Igor Sakhnovsky is Russian prominent writer, who received prestigious National Bestseller award. Source: Iliya Pitalev / RIA Novosti
For a book dedicated to the narrator’s dead grandmother, “The Vital Needs of the Dead” is surprisingly sexy. Gosha Sidelnikov’s earliest memory of Rosa is “naked and nocturnal” and she remains an active figure in his life long after her death. Sidelnikov is often relatively passive in his later relationships, with mercurial Lora, seductive Nadia, or voluptuous Valentina; sex is often described in terms of being embraced, engulfed or “dragged in.”
He compares himself to “a sports apparatus that came in handy for a breathtaking gymnastic exercise.” Women interact with him, while he is “led along by apathetic curiosity.” During a naked swimming scene, towards the end of the novel, Sidelnikov’s wish to surrender to the river’s current symbolizes his lack of volition.
Book cover. Glagoslav.com |
“Somehow you seem a bit Proustian,” says Nadia; it is precisely the narrator’s passivity that makes him an admirable chronicler of history, an observer of lost time. The introspection of childhood and adolescence is backlit by the upheavals taking place in late twentieth century Russia.
As a student, he carries a samizdat copy of Solzhenitsyn and laughs at the inverted Soviet value system, which tries to insist that Maxim Gorky’s clunky socialist realism is superior to the uncompromising prose of Ivan Bunin. There are flashes of Bunin’s sensory brilliance in Sakhnovsky’s observations, in his detailed and unswerving physicality or in his lyrical animation of the external world.
“The Vital Needs of the Dead” was first published at the end of the 1990s, but its picture of a dying regime and of post-Soviet materialism is still resonant. Sidelnikov’s provincial hometown in the Urals barely notices the change of political system, but some locals (known as “the bandeets”) have suddenly grown “fantastically, stunningly rich.”
An orgy of soulless expenditure and consumption contrasts with the grim conditions surrounding the narrator’s earlier years, including the quarrels, claustrophobia and coitus interruptus of communal life.
Sakhnovsky is equally compelling describing the loneliness of childhood and the frustrations of early adulthood. The young Sidelnikov’s comic first attempts at literature balance the casual brutality of his failed suicide attempt, “hugging the toilet bowl in spasms of uncontrollable vomiting.”
Trains and railway stations are recurrent images in the novel, the means of escape or the symbol of life outside. Sidelnikov sees life as divided into two opposite elements: “the choice between stations and trains.” Travel is both a necessity (to the college, the communal farm, the family) and an impossible dream into lands whose names the narrator knows only from poetry. Lora reminds him that he saw the hero’s return to Ithaca as the most important thing in Homer’s “Odyssey.”
“He might have left with the only purpose to come back. Shall I be your Ithaca?” she asks, joking.
In the end, Rosa is the person Sidelnikov always returns to and dreams of, even though she is dead for most of the book. As he lies looking up at the September sky, he imagines her also lying on her back, but above her is “two meters of clay and a board covered with red sateen.” Her corpse at the funeral “seemed more alive and warm than Sidelnikov’s father” and her posthumous life in her grandson’s consciousness is less a haunting than a fusion.
On the opening page the narrator says he finds it hard to “speak about her in the third person”; on the last page, he switches to the first person. Her vital needs turn out to be his needs and her desire to “overcome the space and time of that huge country” is his final ambition. The chronicle of Sidelnikov’s memories of “this woman” is his own autobiography.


- **What to do**: Find the word "Access" in the data below and copy each line that holds it.

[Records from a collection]
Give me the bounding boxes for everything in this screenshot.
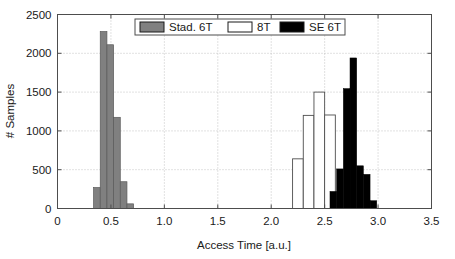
y-tick-label: 500 [32,164,51,176]
y-tick-label: 0 [45,203,51,215]
figure-background [0,0,455,259]
x-tick-label: 1.5 [210,215,226,227]
chart-legend: Stad. 6T8TSE 6T [135,19,345,35]
x-tick-label: 1.0 [156,215,172,227]
histogram-figure: Access Time [a.u.] # Samples Stad. 6T8TS… [0,0,455,259]
histogram-bar [127,204,134,209]
x-axis-label: Access Time [a.u.] [197,239,291,251]
histogram-bar [330,191,337,208]
x-tick-label: 2.0 [263,215,279,227]
y-tick-label: 2000 [26,47,52,59]
histogram-bar [94,188,101,209]
x-tick-label: 0 [54,215,60,227]
x-tick-label: 3.5 [424,215,440,227]
y-tick-label: 1500 [26,86,52,98]
access-time-histogram-svg: Access Time [a.u.] # Samples Stad. 6T8TS… [0,0,455,259]
histogram-bar [314,92,325,208]
histogram-bar [293,159,304,209]
x-tick-label: 3.0 [370,215,386,227]
y-tick-label: 2500 [26,9,52,21]
legend-label: 8T [257,21,270,33]
histogram-bar [303,115,314,208]
x-tick-label: 0.5 [103,215,119,227]
legend-label: Stad. 6T [169,21,212,33]
y-axis-label: # Samples [4,84,16,139]
histogram-bar [100,32,107,209]
histogram-bar [120,182,127,209]
histogram-bar [363,174,370,208]
histogram-bar [343,89,350,209]
histogram-bar [370,201,377,209]
histogram-bar [357,166,364,209]
histogram-bar [114,117,121,208]
y-tick-label: 1000 [26,125,52,137]
histogram-bar [337,169,344,209]
histogram-bar [350,58,357,209]
legend-swatch [280,22,304,32]
legend-swatch [228,22,252,32]
legend-swatch [140,22,164,32]
x-tick-label: 2.5 [317,215,333,227]
histogram-bar [107,45,114,209]
legend-label: SE 6T [309,21,341,33]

- **Output**:
histogram-figure: Access Time [a.u.] # Samples Stad. 6T8TS… [0,0,455,259]
x-axis-label: Access Time [a.u.] [197,239,291,251]
access-time-histogram-svg: Access Time [a.u.] # Samples Stad. 6T8TS… [0,0,455,259]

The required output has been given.